When you’re not running the 50-yard dash to feel the 627 pound-feet of torque, it delivered another experience that also makes you question your values: Any time you start the engine in a parking lot, everyone around you suddenly and simultaneously notices that the sleek SUV that a moment earlier blended into the surrounding cars is something altogether different. Men and women swoon equally. Even in the most luxe wine region in America, bystanders were universally swept up by the starting roar of the Urus. 

If we’d been in South Beach, the Lambo might’ve been a little too on the nose. But in Napa, it was slightly subversive. People didn’t gawk at it openly, but from the sides of their eyes like a guilty pleasure. As if it were only socially acceptable for them to ogle EVs, and the Urus struck them like a vegan with a sudden nose for bacon. This furtive admiration went on until the last night of the trip, when a couple from Dallas went all cowboy on it. 

“Is that you driving that Lamber-gheenee?! I think I’m in looooove.”  

A Nice Italian Boy

(Stinson Carter)

Despite the hell on wheels that it is capable of being, the Urus Performante also knew how to function as a normal vehicle. If you just need to drive around town, stop at stoplights, and go to the store, you don’t want to feel like a cub scout on a Kentucky Derby horse. Visibility was good, the backup cameras were helpful, and it doesn’t whine and cough at idle. It’s a joy as we actually drive, not just as we dream of driving.

At this level of performance, that’s often not the case; these kinds of mid-six-figure machines are sometimes so specialized that driving them in normal everyday situations can be a mixed bag—they might be brilliant on an empty road in the middle of nowhere, but a nightmare in a grocery store parking lot.

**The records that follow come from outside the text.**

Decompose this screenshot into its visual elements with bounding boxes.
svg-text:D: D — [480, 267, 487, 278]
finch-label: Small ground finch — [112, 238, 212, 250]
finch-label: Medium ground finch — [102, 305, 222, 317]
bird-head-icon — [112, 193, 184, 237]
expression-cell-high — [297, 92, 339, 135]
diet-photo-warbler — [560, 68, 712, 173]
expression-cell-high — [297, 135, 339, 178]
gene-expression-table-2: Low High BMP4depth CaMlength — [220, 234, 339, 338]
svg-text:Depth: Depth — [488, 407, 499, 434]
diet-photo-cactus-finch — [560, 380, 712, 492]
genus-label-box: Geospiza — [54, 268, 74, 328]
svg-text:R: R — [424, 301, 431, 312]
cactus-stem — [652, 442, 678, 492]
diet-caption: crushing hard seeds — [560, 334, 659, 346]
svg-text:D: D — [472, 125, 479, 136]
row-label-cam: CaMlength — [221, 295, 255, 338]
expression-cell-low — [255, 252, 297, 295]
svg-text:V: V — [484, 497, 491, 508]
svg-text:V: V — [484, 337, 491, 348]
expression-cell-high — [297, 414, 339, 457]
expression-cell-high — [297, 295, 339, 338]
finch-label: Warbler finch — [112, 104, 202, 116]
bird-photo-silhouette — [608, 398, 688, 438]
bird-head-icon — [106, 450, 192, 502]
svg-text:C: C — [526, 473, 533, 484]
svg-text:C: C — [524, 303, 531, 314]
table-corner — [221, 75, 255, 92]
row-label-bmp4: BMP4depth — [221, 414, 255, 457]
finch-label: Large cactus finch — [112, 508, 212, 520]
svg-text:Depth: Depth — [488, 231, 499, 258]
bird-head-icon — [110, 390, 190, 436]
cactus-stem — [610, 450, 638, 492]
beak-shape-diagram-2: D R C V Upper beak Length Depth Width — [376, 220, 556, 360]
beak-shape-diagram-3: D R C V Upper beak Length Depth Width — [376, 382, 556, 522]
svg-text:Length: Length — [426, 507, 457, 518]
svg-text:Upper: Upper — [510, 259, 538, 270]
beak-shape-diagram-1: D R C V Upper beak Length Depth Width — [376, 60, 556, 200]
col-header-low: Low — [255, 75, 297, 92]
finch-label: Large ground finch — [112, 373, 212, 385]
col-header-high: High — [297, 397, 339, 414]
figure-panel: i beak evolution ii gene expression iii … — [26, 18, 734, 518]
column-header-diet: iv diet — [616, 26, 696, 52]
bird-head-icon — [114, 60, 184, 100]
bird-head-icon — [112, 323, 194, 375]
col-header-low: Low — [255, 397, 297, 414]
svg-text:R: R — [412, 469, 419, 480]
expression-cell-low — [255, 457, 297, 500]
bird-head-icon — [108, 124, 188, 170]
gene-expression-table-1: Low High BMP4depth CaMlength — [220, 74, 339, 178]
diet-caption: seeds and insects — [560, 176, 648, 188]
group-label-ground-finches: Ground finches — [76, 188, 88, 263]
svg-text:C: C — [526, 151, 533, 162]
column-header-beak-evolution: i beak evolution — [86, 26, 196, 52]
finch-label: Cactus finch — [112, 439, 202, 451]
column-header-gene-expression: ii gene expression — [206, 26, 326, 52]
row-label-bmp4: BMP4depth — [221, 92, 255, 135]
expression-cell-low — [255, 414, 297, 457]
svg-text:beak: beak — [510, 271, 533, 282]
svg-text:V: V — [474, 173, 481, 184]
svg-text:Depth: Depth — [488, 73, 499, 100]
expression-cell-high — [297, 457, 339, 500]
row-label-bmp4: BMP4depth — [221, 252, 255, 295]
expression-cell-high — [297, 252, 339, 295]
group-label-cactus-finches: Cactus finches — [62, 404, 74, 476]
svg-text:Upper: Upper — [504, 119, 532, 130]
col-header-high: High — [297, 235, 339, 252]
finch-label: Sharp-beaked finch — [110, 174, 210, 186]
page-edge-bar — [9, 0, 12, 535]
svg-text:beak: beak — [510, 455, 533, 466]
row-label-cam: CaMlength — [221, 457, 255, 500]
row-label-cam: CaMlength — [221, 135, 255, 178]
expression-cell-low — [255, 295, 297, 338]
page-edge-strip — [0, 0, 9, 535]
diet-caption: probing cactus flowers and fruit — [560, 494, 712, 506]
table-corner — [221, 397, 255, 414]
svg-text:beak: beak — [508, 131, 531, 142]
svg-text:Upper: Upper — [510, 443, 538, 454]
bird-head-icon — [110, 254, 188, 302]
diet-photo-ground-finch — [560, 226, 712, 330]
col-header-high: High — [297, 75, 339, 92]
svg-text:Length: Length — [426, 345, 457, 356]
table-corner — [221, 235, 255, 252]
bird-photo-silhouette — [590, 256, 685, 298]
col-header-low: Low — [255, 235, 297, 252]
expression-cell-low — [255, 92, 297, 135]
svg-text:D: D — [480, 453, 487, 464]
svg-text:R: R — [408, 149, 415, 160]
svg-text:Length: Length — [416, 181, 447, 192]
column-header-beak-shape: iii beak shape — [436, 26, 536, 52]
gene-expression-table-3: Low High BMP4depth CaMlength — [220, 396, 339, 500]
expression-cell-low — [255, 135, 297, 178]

The Urus was perfectly well-mannered in Strada Mode, and if you wanted to put it in Sport, Corsa, or Rally, you can always make it as not normal as you want. I’m under no illusions that anyone buying this wants a “normal” driving experience, but sometimes you need to navigate a world that isn’t operating at the pace of a racetrack or a rally course. For those times, it’s nice to know you won’t accidentally take out a drive-through ATM or a toll booth boom arm.  

Final Thoughts

(Stinson Carter)

The MSRP of the Urus Performante that I took to Napa is $334,000. That includes nearly 14,000 for the Grigio Telesto (sexy inky grey) paint job, a $7,300 carbon fiber roof, and a $5,900 matching carbon hood. These are just a few of the pricey add-ons that highlight the fact that this is an SUV for people who would wouldn’t flinch at the price of these line items. If you’re buying a Urus Performante, you probably don’t care if the paint job is $14,000. You’re buying a feeling, and to itemize that would be like pricing the individual brush strokes on a painting.

To someone out there, this feeling is worth anything. As for me, it’s certainly a story I’d love to write again.